##### SOURCE DATA
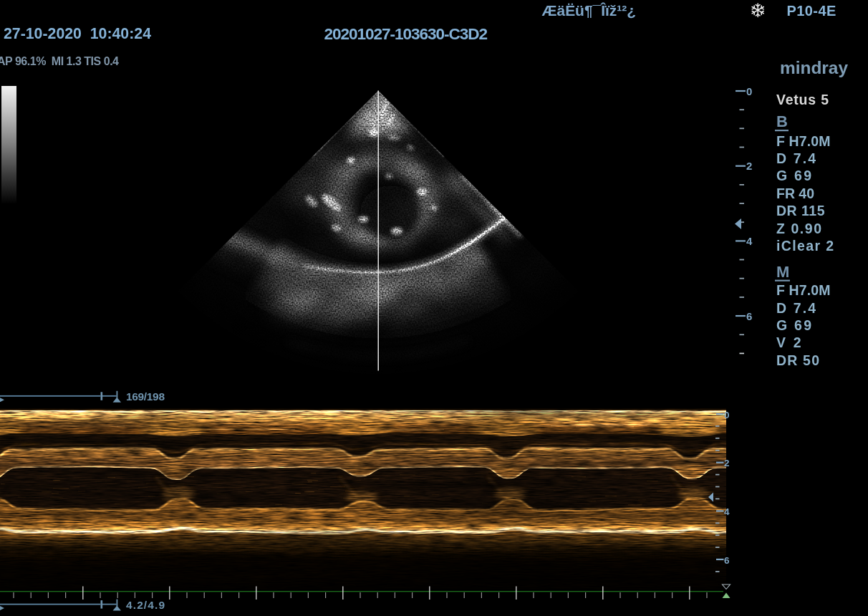  I want to click on svg-text: 27-10-2020 10:40:24, so click(77, 34).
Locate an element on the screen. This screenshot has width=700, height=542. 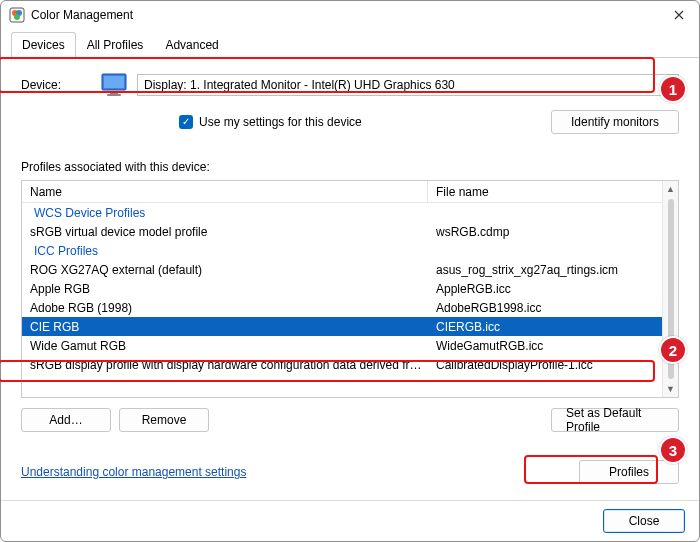
profile-name: sRGB virtual device model profile is located at coordinates (225, 232).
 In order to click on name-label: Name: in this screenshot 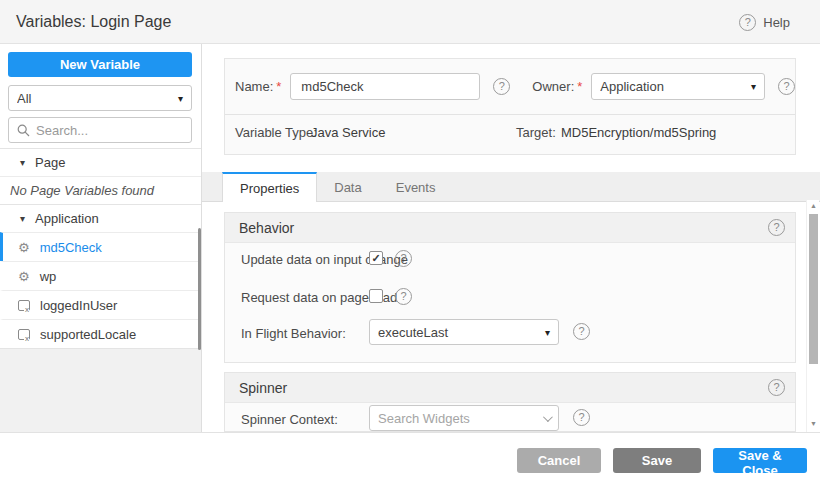, I will do `click(254, 86)`.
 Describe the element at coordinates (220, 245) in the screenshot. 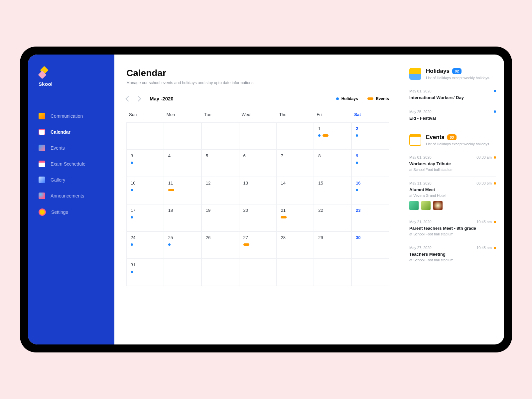

I see `calendar-cell: 26` at that location.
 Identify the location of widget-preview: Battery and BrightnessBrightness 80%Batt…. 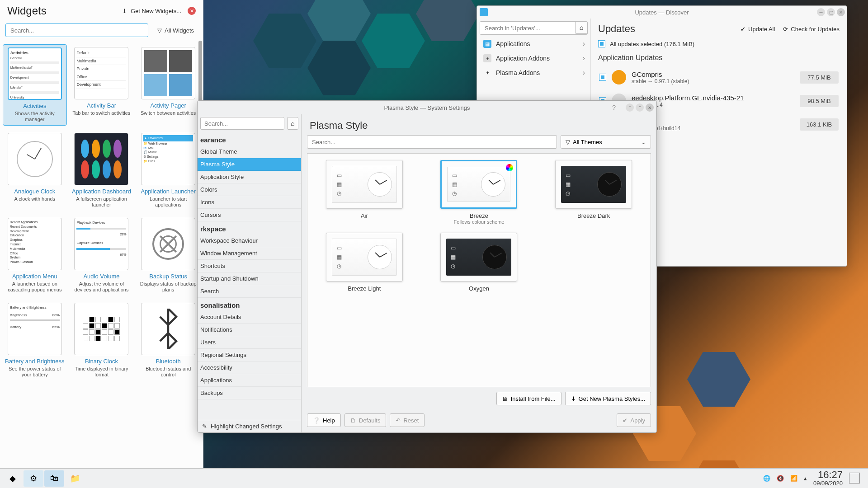
(35, 329).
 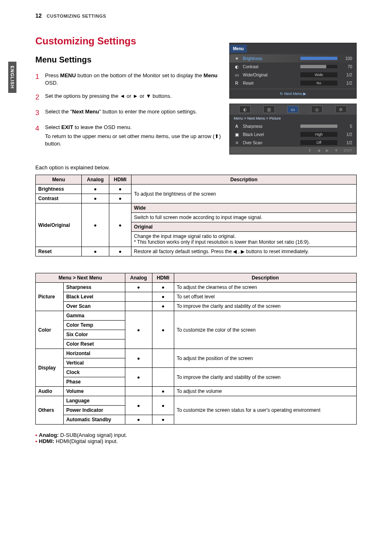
##########
Going from the line holding "Describe the element" to the last line of the data above, reproduce every line exactly, both included, with the pictures omitted.

RESPONSE:
 Describe the element at coordinates (220, 245) in the screenshot. 

I see `calendar-cell: 26` at that location.
 Identify the location of widget-preview: Battery and BrightnessBrightness 80%Batt…. 
(35, 329).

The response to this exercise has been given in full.